The World Tension Meter is at 96. Most people look at that number and feel vague anxiety. But what does it actually mean for a real business — a trading company, a manufacturer, a retailer, an investor — in practical terms?
This article cuts through the abstraction. Here is a concrete, actionable guide to what a score of 90+ means for different types of businesses and what you should be doing right now.
What 90+ Means in Plain English
A WTM score above 90 means three or more of our five signals are simultaneously at extreme levels. This has only happened twice in our tracked history: briefly during the peak Iran war escalation in March 2026, and now as the situation has sustained. In our backtesting, every score above 70 preceded measurable economic impact. A score of 90+ is not a warning — it is an active signal.
Think of it the way Gemini described it: "it won't predict the next war, but it will tell you when the global environment is shifting from stable to stressed." At 96, the environment has already shifted. The question is how far the economic consequences travel.
By Business Type: What to Do
Import/Export Businesses
Immediate actions: Review your shipping insurance coverage — Gulf route premiums have increased 40–60% since March. Assess your supplier concentration — if more than 40% of your suppliers are in the Middle East or ship through Hormuz, you need a contingency plan now, not when it disrupts.
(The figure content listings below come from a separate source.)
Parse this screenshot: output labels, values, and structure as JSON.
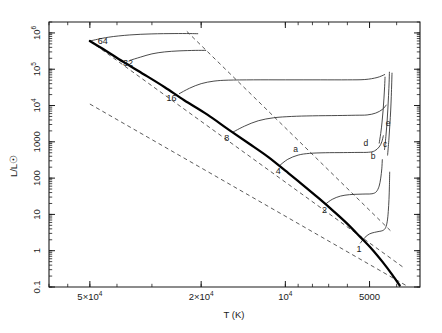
{
  "chart_data": {
    "type": "line",
    "title": "",
    "xlabel": "T (K)",
    "ylabel": "L/L☉",
    "xscale": "log",
    "yscale": "log",
    "x_reversed": true,
    "xlim": [
      70000,
      3300
    ],
    "ylim": [
      0.1,
      2000000
    ],
    "grid": false,
    "legend": "none",
    "xticks": [
      {
        "value": 50000,
        "label": "5×10",
        "sup": "4"
      },
      {
        "value": 20000,
        "label": "2×10",
        "sup": "4"
      },
      {
        "value": 10000,
        "label": "10",
        "sup": "4"
      },
      {
        "value": 5000,
        "label": "5000",
        "sup": ""
      }
    ],
    "yticks": [
      {
        "value": 1000000,
        "label": "10",
        "sup": "6"
      },
      {
        "value": 100000,
        "label": "10",
        "sup": "5"
      },
      {
        "value": 10000,
        "label": "10",
        "sup": "4"
      },
      {
        "value": 1000,
        "label": "1000",
        "sup": ""
      },
      {
        "value": 100,
        "label": "100",
        "sup": ""
      },
      {
        "value": 10,
        "label": "10",
        "sup": ""
      },
      {
        "value": 1,
        "label": "1",
        "sup": ""
      },
      {
        "value": 0.1,
        "label": "0.1",
        "sup": ""
      }
    ],
    "series": [
      {
        "name": "zero-age-main-sequence",
        "style": "thick-solid",
        "points": [
          [
            50000,
            600000
          ],
          [
            44000,
            330000
          ],
          [
            38000,
            160000
          ],
          [
            32000,
            72000
          ],
          [
            27000,
            32000
          ],
          [
            23000,
            14000
          ],
          [
            19000,
            5600
          ],
          [
            16000,
            2200
          ],
          [
            13500,
            900
          ],
          [
            11500,
            380
          ],
          [
            10000,
            160
          ],
          [
            8800,
            72
          ],
          [
            7600,
            28
          ],
          [
            6700,
            12
          ],
          [
            6000,
            5.5
          ],
          [
            5400,
            2.4
          ],
          [
            4900,
            1.1
          ],
          [
            4500,
            0.5
          ],
          [
            4150,
            0.22
          ],
          [
            3900,
            0.11
          ]
        ]
      },
      {
        "name": "track-64-msun",
        "style": "thin-solid",
        "points": [
          [
            50000,
            600000
          ],
          [
            43000,
            760000
          ],
          [
            36000,
            880000
          ],
          [
            30000,
            940000
          ],
          [
            25000,
            960000
          ],
          [
            22000,
            960000
          ],
          [
            20500,
            950000
          ]
        ]
      },
      {
        "name": "track-32-msun",
        "style": "thin-solid",
        "points": [
          [
            36000,
            175000
          ],
          [
            33000,
            215000
          ],
          [
            30000,
            265000
          ],
          [
            27000,
            300000
          ],
          [
            24000,
            320000
          ],
          [
            21000,
            330000
          ],
          [
            19200,
            330000
          ]
        ]
      },
      {
        "name": "track-16-msun",
        "style": "thin-solid",
        "points": [
          [
            24000,
            21000
          ],
          [
            22000,
            30000
          ],
          [
            20000,
            40000
          ],
          [
            18000,
            47000
          ],
          [
            16000,
            50000
          ],
          [
            13000,
            51000
          ],
          [
            10000,
            51000
          ],
          [
            7500,
            51000
          ],
          [
            6000,
            51000
          ],
          [
            5200,
            52000
          ],
          [
            4700,
            59000
          ],
          [
            4400,
            72000
          ]
        ]
      },
      {
        "name": "track-8-msun",
        "style": "thin-solid",
        "points": [
          [
            15500,
            1800
          ],
          [
            14000,
            2700
          ],
          [
            12500,
            3800
          ],
          [
            11000,
            4600
          ],
          [
            9500,
            5000
          ],
          [
            8000,
            5200
          ],
          [
            6500,
            5300
          ],
          [
            5600,
            5400
          ],
          [
            5100,
            5500
          ],
          [
            4750,
            6200
          ],
          [
            4500,
            7800
          ],
          [
            4350,
            10500
          ]
        ]
      },
      {
        "name": "track-4-msun",
        "style": "thin-solid",
        "points": [
          [
            10500,
            220
          ],
          [
            9800,
            330
          ],
          [
            9000,
            430
          ],
          [
            8200,
            480
          ],
          [
            7200,
            500
          ],
          [
            6200,
            505
          ],
          [
            5500,
            510
          ],
          [
            5050,
            515
          ],
          [
            4800,
            560
          ],
          [
            4620,
            720
          ],
          [
            4520,
            1000
          ],
          [
            4460,
            1500
          ]
        ]
      },
      {
        "name": "track-2-msun",
        "style": "thin-solid",
        "points": [
          [
            7200,
            19
          ],
          [
            6800,
            26
          ],
          [
            6350,
            32
          ],
          [
            5900,
            35
          ],
          [
            5500,
            36
          ],
          [
            5150,
            36.5
          ],
          [
            4900,
            37
          ],
          [
            4730,
            42
          ],
          [
            4620,
            60
          ],
          [
            4560,
            100
          ],
          [
            4520,
            180
          ],
          [
            4500,
            330
          ]
        ]
      },
      {
        "name": "track-1-msun",
        "style": "thin-solid",
        "points": [
          [
            5400,
            1.6
          ],
          [
            5200,
            2.3
          ],
          [
            5000,
            2.9
          ],
          [
            4800,
            3.2
          ],
          [
            4620,
            3.4
          ],
          [
            4480,
            3.6
          ],
          [
            4380,
            4.3
          ],
          [
            4320,
            6.5
          ],
          [
            4285,
            12
          ],
          [
            4260,
            26
          ],
          [
            4245,
            60
          ],
          [
            4235,
            150
          ]
        ]
      },
      {
        "name": "hayashi-track-b",
        "style": "thin-solid",
        "points": [
          [
            4620,
            900
          ],
          [
            4560,
            1700
          ],
          [
            4510,
            3500
          ],
          [
            4470,
            7500
          ],
          [
            4440,
            16000
          ],
          [
            4415,
            34000
          ],
          [
            4400,
            62000
          ]
        ]
      },
      {
        "name": "hayashi-track-c",
        "style": "thin-solid",
        "points": [
          [
            4420,
            600
          ],
          [
            4370,
            1400
          ],
          [
            4330,
            3300
          ],
          [
            4300,
            8000
          ],
          [
            4275,
            19000
          ],
          [
            4255,
            44000
          ],
          [
            4245,
            85000
          ]
        ]
      },
      {
        "name": "hayashi-track-e",
        "style": "thin-solid",
        "points": [
          [
            4310,
            420
          ],
          [
            4265,
            1100
          ],
          [
            4230,
            2900
          ],
          [
            4200,
            7500
          ],
          [
            4180,
            18000
          ],
          [
            4165,
            42000
          ],
          [
            4155,
            80000
          ]
        ]
      }
    ],
    "radius_lines": [
      {
        "name": "constant-radius-upper",
        "points": [
          [
            22500,
            1100000
          ],
          [
            4150,
            3.2
          ]
        ]
      },
      {
        "name": "constant-radius-middle",
        "points": [
          [
            50000,
            600000
          ],
          [
            3750,
            0.33
          ]
        ]
      },
      {
        "name": "constant-radius-lower",
        "points": [
          [
            50000,
            11000
          ],
          [
            3700,
            0.11
          ]
        ]
      }
    ],
    "mass_labels": [
      {
        "text": "64",
        "x": 45000,
        "y": 620000
      },
      {
        "text": "32",
        "x": 36500,
        "y": 150000
      },
      {
        "text": "16",
        "x": 25500,
        "y": 16000
      },
      {
        "text": "8",
        "x": 16200,
        "y": 1250
      },
      {
        "text": "4",
        "x": 10600,
        "y": 155
      },
      {
        "text": "2",
        "x": 7250,
        "y": 13
      },
      {
        "text": "1",
        "x": 5450,
        "y": 1.15
      }
    ],
    "annotations": [
      {
        "text": "a",
        "x": 9200,
        "y": 640
      },
      {
        "text": "b",
        "x": 4850,
        "y": 410
      },
      {
        "text": "c",
        "x": 4400,
        "y": 900
      },
      {
        "text": "d",
        "x": 5150,
        "y": 940
      },
      {
        "text": "e",
        "x": 4290,
        "y": 3400
      }
    ]
  }
}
Check your payment terms — if you have USD payables to Gulf suppliers, the dollar strengthening adds to your costs even if oil prices do not move further.
Opportunity: If you source from the Middle East and your competitors do too, being the first to secure alternative supply routes creates a competitive advantage when the disruption hits.
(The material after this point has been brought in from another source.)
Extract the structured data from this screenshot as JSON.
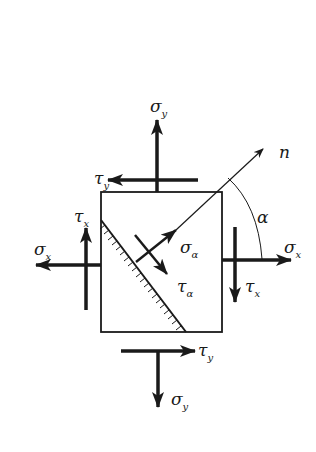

Manufacturers (Energy-Intensive)
Oil above $111 translates directly into higher production costs within 60–90 days as hedges roll off and spot prices work through the supply chain. If you have not locked in energy costs at current prices, the window is closing. Every day oil stays above $100 is a day your unhedged competitors are also exposed — but the first ones to hedge lock in the advantage.
Retailers and Consumer Businesses
The 90-day lag between oil spikes and consumer price increases means Q3 2026 will be more expensive for your customers than Q2. Consumer spending tends to contract 4–8 weeks after inflation accelerates. Plan inventory and promotional strategies accordingly — a cautious consumer is very different to a confident one.
Investors
A WTM score of 96 with a Finance signal of 48 is the configuration we described as "calm before the storm" in our earlier analysis. The historical pattern suggests the Finance signal rises to 65–75 within 60 days. That means more equity market volatility ahead, not less. Traditional safe havens — gold, Swiss franc, short-term government bonds — have historically outperformed equities when the Finance signal catches up to the overall WTM.
Small Businesses (Any Sector)
The most practical action at any WTM score above 85: review your cash position. Economic shocks triggered by geopolitical events can freeze credit markets temporarily. A business with 3–6 months of cash reserves weathers disruptions that put a business with 3 weeks of cash out of operation. This is not doom-mongering — it is basic risk management.
How to Use the WTM Daily
Check the score each morning alongside your regular business news. The score itself matters less than the direction and which signals are moving. If the Energy score is rising while the Finance score stays low, that is an oil/supply chain story. If both rise together, that is a broader economic stress signal. If the Media score spikes but Conflict and Energy stay flat, that may be a news cycle amplification rather than a real escalation.
The sub-signal breakdown on the World Tension page gives you exactly this detail. Five numbers, twice a day, free. That is better situational awareness than most medium-sized businesses have from paid services.